Soaring Chinese wheat purchases due to weather-related crop damage at home could lift global prices of the grain by about 10 percent in the next few months, a survey of traders showed. The rush to secure wheat overseas by top consumer China is prompting farmers in the world's second-biggest exporter Australia to hold back sales of the grain to traders in hopes of higher prices, curtailing supplies.
China's buying spree is also driving up costs for leading wheat importing nations in Asia and the Middle East.
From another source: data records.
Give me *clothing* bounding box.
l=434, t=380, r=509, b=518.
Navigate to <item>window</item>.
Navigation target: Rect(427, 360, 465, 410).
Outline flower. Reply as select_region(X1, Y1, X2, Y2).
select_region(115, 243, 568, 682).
The push for the imports comes as Reuters interviews with farmers and new analyst forecasts showed damage from frost and rains was estimated to have ruined as much as 20 million tonnes of China's wheat crop, equivalent to Australia's annual exports.
China has already booked more than 3 million tonnes of wheat shipments in the year to June 2014 - matching total imports for all of last year - and is estimated to need 10 million tonnes of imports for the year, which would be more than the 9 million that Egypt, the world's top buyer, is expected to purchase.
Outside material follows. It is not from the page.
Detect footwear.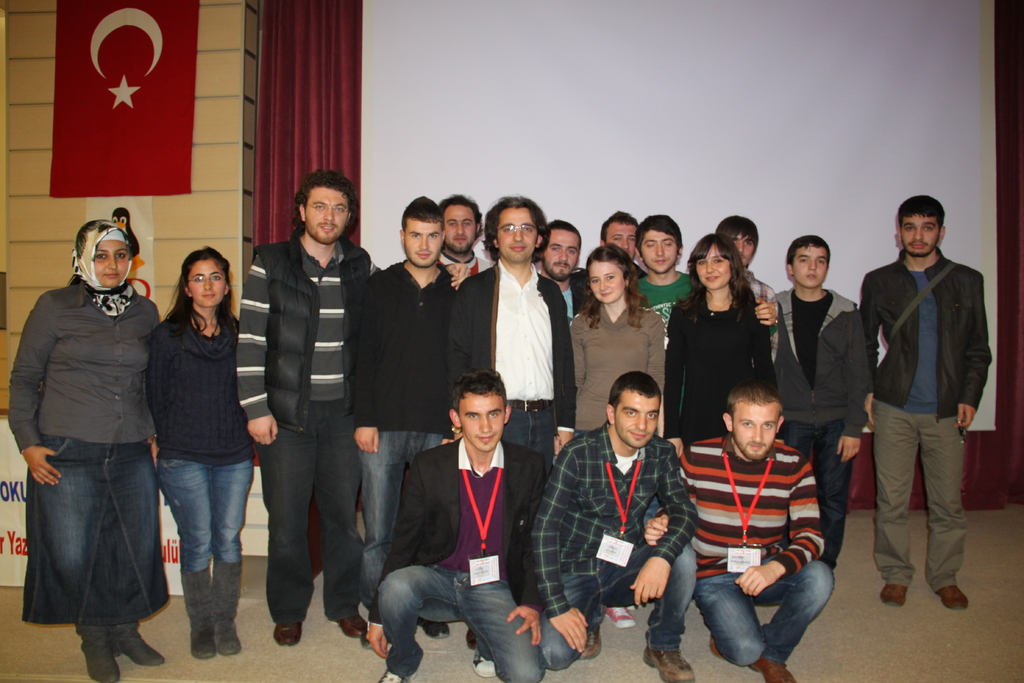
Detected at {"left": 601, "top": 602, "right": 638, "bottom": 630}.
"Farmers are very cautious to sell forward," said Tom Puddy, head of marketing at CBH Group, Western Australia's bulk grain handler. "They are seeing China's interest in buying, so they are waiting to see how the crop progresses." Benchmark Chicago wheat futures have risen 1 percent this month after the US Department of Agriculture (USDA) estimated global wheat stocks at the end of the 2013/14 crop year would drop to their lowest since 2009.
The United Nations' food agency, though, played down the risks to global supplies for now but said Chinese buying could underpin wheat prices. "It could give some support to wheat prices which have been falling like all the other grains," said Abdolreza Abbassian, senior economist at the Food and Agriculture Organisation in Rome. "(China) had the frosts and that had some impact, so there is a greater need for quality wheat."